8.0.0: Practique Server
Segregated Question Bank
Question bank segregation allows you to control the authoring and management of items more granularly across your organisation. It provides efficiency and extra security in your exam processes as users only see what they need to reduce errors. Previously permissions were based around functional elements of the Practique system (create an item; edit an item set etc). The new Question Bank Segregation feature gives you the capability to manage permissions across different groups within your organisation, such as specialities or year groups.
For example; "I am a cardiologist, and I don't want my urologist colleagues seeing my questions", "I am a Year 3 coordinator, and I don't want to have access to Year 2 content” or "I am a medicine administrator, and I don't want my colleagues in nursing to be able to use medicine questions in their exams"
As an administrator, you will be able to determine which areas of the system users can view and edit by tagging them based on a blueprint dimension, with the ability to assign different roles per speciality for those users with multiple.
Question Bank Translation
For customers who need to deliver exams in multiple languages, you can now create and manage translated versions of your questions and resources. Question authors can select the language with which they want to create the question/resource in, and from the original item create a translated version to link them together simply. New filtering is available so you can search for specific language versions. When adding resources to questions Practique will automatically choose the resource in the same language as the question if there is one available.
Users can have a preferred language as authors, so everything they create will be in their language as default.
Multi Part Written Questions
Question authors can construct multi part SAQs so that questions can have sub questions included. Each sub question has a stem, number of lines, number of marks, model answer, comments and tagging associated with it. You can also add image resources and tables at the sub question level. And you can re-order the subquestions easily. The questions can be exported to word should paper based exams be required, and will be available by PDF in a future release. You can also now upload multi-part questions by CSV/XLXS should you be looking to batch larger quantities.
Translated Exam Delivery
Your translated questions can now be delivered electronically or on paper (PDF or Word).
MCQ/SBA Randomisation
You can view questions in the question bank with the answers ordered either alphanumerically or custom order (order they are created in).

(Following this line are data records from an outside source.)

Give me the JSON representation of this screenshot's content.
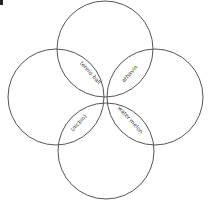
{
  "diagram": {
    "type": "venn-four-circles",
    "stroke_color": "#555555",
    "background": "#ffffff",
    "circles": [
      {
        "id": "top",
        "cx": 105,
        "cy": 49,
        "r": 48
      },
      {
        "id": "left",
        "cx": 56,
        "cy": 97,
        "r": 48
      },
      {
        "id": "right",
        "cx": 155,
        "cy": 97,
        "r": 48
      },
      {
        "id": "bottom",
        "cx": 106,
        "cy": 151,
        "r": 48
      }
    ],
    "labels": [
      {
        "id": "top-left",
        "text": "tennis ball",
        "x": 89,
        "y": 74,
        "rotate": 48
      },
      {
        "id": "top-right",
        "text": "athavin",
        "x": 131,
        "y": 75,
        "rotate": -48
      },
      {
        "id": "bottom-right",
        "text": "water melon",
        "x": 129,
        "y": 121,
        "rotate": 48
      },
      {
        "id": "bottom-left",
        "text": "(nicbio)",
        "x": 80,
        "y": 124,
        "rotate": -48
      }
    ]
  }
}
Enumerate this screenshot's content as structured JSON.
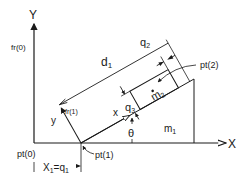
{
  "diagram": {
    "axes": {
      "y_label": "Y",
      "x_label": "X"
    },
    "labels": {
      "fr0": "fr(0)",
      "fr1": "fr(1)",
      "d1": "d",
      "d1_sub": "1",
      "q2": "q",
      "q2_sub": "2",
      "q3": "q",
      "q3_sub": "3",
      "m2": "m",
      "m2_sub": "2",
      "m1": "m",
      "m1_sub": "1",
      "pt2": "pt(2)",
      "pt1": "pt(1)",
      "pt0": "pt(0)",
      "theta": "θ",
      "x_local": "x",
      "y_local": "y",
      "x1_eq": "X",
      "x1_sub": "1",
      "x1_eq_rest": "=q",
      "x1_q_sub": "1"
    },
    "colors": {
      "ink": "#1a1a1a",
      "background": "#ffffff"
    }
  }
}
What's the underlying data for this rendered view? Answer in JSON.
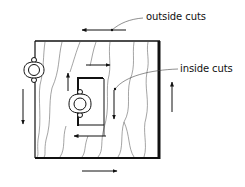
{
  "labels": {
    "outside": "outside cuts",
    "inside": "inside cuts"
  },
  "colors": {
    "ink": "#111111",
    "grain": "#555555",
    "background": "#ffffff"
  },
  "diagram": {
    "board": {
      "x": 35,
      "y": 41,
      "width": 124,
      "height": 117
    },
    "inner_cutout": {
      "x": 77,
      "y": 77,
      "width": 27,
      "height": 48
    },
    "outside_arrows": [
      {
        "direction": "left",
        "position": "top"
      },
      {
        "direction": "down",
        "position": "left"
      },
      {
        "direction": "right",
        "position": "bottom"
      },
      {
        "direction": "up",
        "position": "right"
      }
    ],
    "inside_arrows": [
      {
        "direction": "up",
        "position": "left"
      },
      {
        "direction": "right",
        "position": "top"
      },
      {
        "direction": "down",
        "position": "right"
      },
      {
        "direction": "left",
        "position": "bottom"
      }
    ],
    "clamps": [
      {
        "position": "outer-left-edge"
      },
      {
        "position": "inner-cutout-left-edge"
      }
    ]
  }
}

When delivering the exam you can choose to display the question answers either alphanumerically, custom order or randomly.
Customised Item Review Process
Your organisation can now add extra stages to the default item review process (draft, pending, approved, archived/retired) to more closely match your in-house process. For example 'ready for review' before pending, or 'reviewed' after.
Mark Amendments Logging
For added security any mark amendments have to be approved and an audit trail is now available to assure that any changes to marks are attributed to a user.

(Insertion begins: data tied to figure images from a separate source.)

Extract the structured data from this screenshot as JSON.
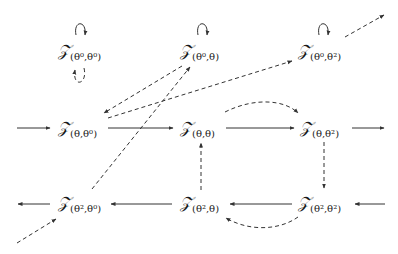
{
  "diagram": {
    "nodes": [
      {
        "id": "t00",
        "symbol": "𝒵",
        "subscript": "(θ⁰,θ⁰)"
      },
      {
        "id": "t0t",
        "symbol": "𝒵",
        "subscript": "(θ⁰,θ)"
      },
      {
        "id": "t02",
        "symbol": "𝒵",
        "subscript": "(θ⁰,θ²)"
      },
      {
        "id": "tt0",
        "symbol": "𝒵",
        "subscript": "(θ,θ⁰)"
      },
      {
        "id": "ttt",
        "symbol": "𝒵",
        "subscript": "(θ,θ)"
      },
      {
        "id": "tt2",
        "symbol": "𝒵",
        "subscript": "(θ,θ²)"
      },
      {
        "id": "t20",
        "symbol": "𝒵",
        "subscript": "(θ²,θ⁰)"
      },
      {
        "id": "t2t",
        "symbol": "𝒵",
        "subscript": "(θ²,θ)"
      },
      {
        "id": "t22",
        "symbol": "𝒵",
        "subscript": "(θ²,θ²)"
      }
    ],
    "edges": [
      {
        "from": "external-left",
        "to": "tt0",
        "style": "solid"
      },
      {
        "from": "tt0",
        "to": "ttt",
        "style": "solid"
      },
      {
        "from": "ttt",
        "to": "tt2",
        "style": "solid"
      },
      {
        "from": "tt2",
        "to": "external-right",
        "style": "solid"
      },
      {
        "from": "external-right",
        "to": "t22",
        "style": "solid"
      },
      {
        "from": "t22",
        "to": "t2t",
        "style": "solid"
      },
      {
        "from": "t2t",
        "to": "t20",
        "style": "solid"
      },
      {
        "from": "t20",
        "to": "external-left",
        "style": "solid"
      },
      {
        "from": "t00",
        "to": "t00",
        "style": "solid-loop"
      },
      {
        "from": "t0t",
        "to": "t0t",
        "style": "solid-loop"
      },
      {
        "from": "t02",
        "to": "t02",
        "style": "solid-loop"
      },
      {
        "from": "t00",
        "to": "t00",
        "style": "dashed-loop"
      },
      {
        "from": "t0t",
        "to": "tt0",
        "style": "dashed"
      },
      {
        "from": "tt0",
        "to": "t02",
        "style": "dashed"
      },
      {
        "from": "t02",
        "to": "external-top-right",
        "style": "dashed"
      },
      {
        "from": "t20",
        "to": "t0t",
        "style": "dashed"
      },
      {
        "from": "external-bottom-left",
        "to": "t20",
        "style": "dashed"
      },
      {
        "from": "ttt",
        "to": "tt2",
        "style": "dashed-curve"
      },
      {
        "from": "tt2",
        "to": "t22",
        "style": "dashed"
      },
      {
        "from": "t2t",
        "to": "ttt",
        "style": "dashed"
      },
      {
        "from": "t22",
        "to": "t2t",
        "style": "dashed-curve"
      }
    ]
  }
}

Adjustable Borderline Marking
In standard setting, you can now apply ‘Adjustable Borderline Regression’ to set the intercept value for the exam or at individual station level if required. By default, Practique sets the intercept at 1.0, this value can now be adjusted to 1.5 for example.
Marks for SAQ Questions
Question Markers are now able to see maximum marks available for SAQ questions in the word and PDF previews, and space has been added to the questions to allow room for marks to be added. Candidates will also be able to see the total marks for SAQ items in their exam so they know how long their answers should be.
Sequential testing for OSCE
For customers who use sequential testing for OSCE, it is now possible to combine the results of each sequence to produce an overall set of results for a cohort. In sequential testing, candidates who fail the exam (sequence 1) are required to sit a further exam (sequence 2) to determine their overall pass/fail outcome. Candidates who pass sequence 1 undergo no further testing.